As for Medicaid and plans to ‘Block Grant’ Medicaid, add work requirements, and other such publicly stated plans, it’s hard to comprehend how, in a just, decent, modern civilization, we ask Americans with IDD to shoulder such a disproportionally higher toll. There are around 8.1 million Americans with IDD. As above, around 60% of them rely on Medicaid for their healthcare and long-term services and supports (LTSS). That’s about 4.9 million. That’s 1.4% of Americans. Yet, when Medicaid changes like those coming are implemented, they impact Americans with IDD in a wildly disproportionate and absolutely crushing way. And once more, people with IDD and their families take it right between the eyes.
With Inauguration Day behind us, how many Executive Orders will be issued, how many policies immediately be enacted? How much research or impact analyses will be performed on how this effects people with IDD and their families before scoring essentially political points? Will we be measured and thoughtful as an expression of our highest ideals, or will we fall guilty yet once more to our growing propensity to ‘Ready, Shoot, Aim’ approach to quick wins that resonate inside our echo chambers?

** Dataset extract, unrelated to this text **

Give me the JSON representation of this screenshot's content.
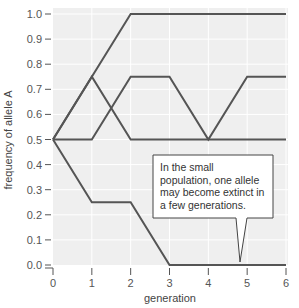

You needn’t check the calendar to confirm it. This is the 21st Century. It just doesn’t feel especially 21st Century these days. Perhaps more precisely stated, it doesn’t feel very 21st Century for people with IDD, their families, and those of us who have the privilege of working with and walking alongside them in their pursuit of quality lives. Instead, in our 21st Century, they and we dodge proverbial bullets that come in the form of cuts to the marrow at the state and federal levels. Oh, and this ain’t partisan. Maryland’s Gov Moore is a card-carrying Democrat, and President Trump is a Republican. I’ve long argued that IDD isn’t a partisan issue, it’s a humanity one. I stand by it, but IDD gets no quarter from Ds or Rs or Is. Cuts needed? IDD. Policy changes? IDD, and implications be damned.
So, into 2025 we speed, struck with a foreboding, a sense of absolute fear of what the future will bring. For the 250 people with IDD supported by Makom and the nearly 500 employees of the organization, all of us together in a magnificent melting pot, all of us singularly focused on the profundity of our work, and our obligations to one another, we look forward to this new year with trepidation. But, we do it clear-eyed and recommitted to fighting for our “hopeful, big-hearted, idealistic, daring, decent, and fair” ideals, envisioned 40 years ago by Ronald Reagan, seemingly farther away from the reach and realities of Americans with IDD 40 years on but no less worthy of our fight.
Happy New Year? Time will tell.
From all of us at Makom, we offer our best wishes, unspoiled by the specter of an uncertain year that promises regression and relentless fear and worry for people with IDD and all of us who commit ourselves to their service, to all of you for a year of good health, of peace, and of love and connection.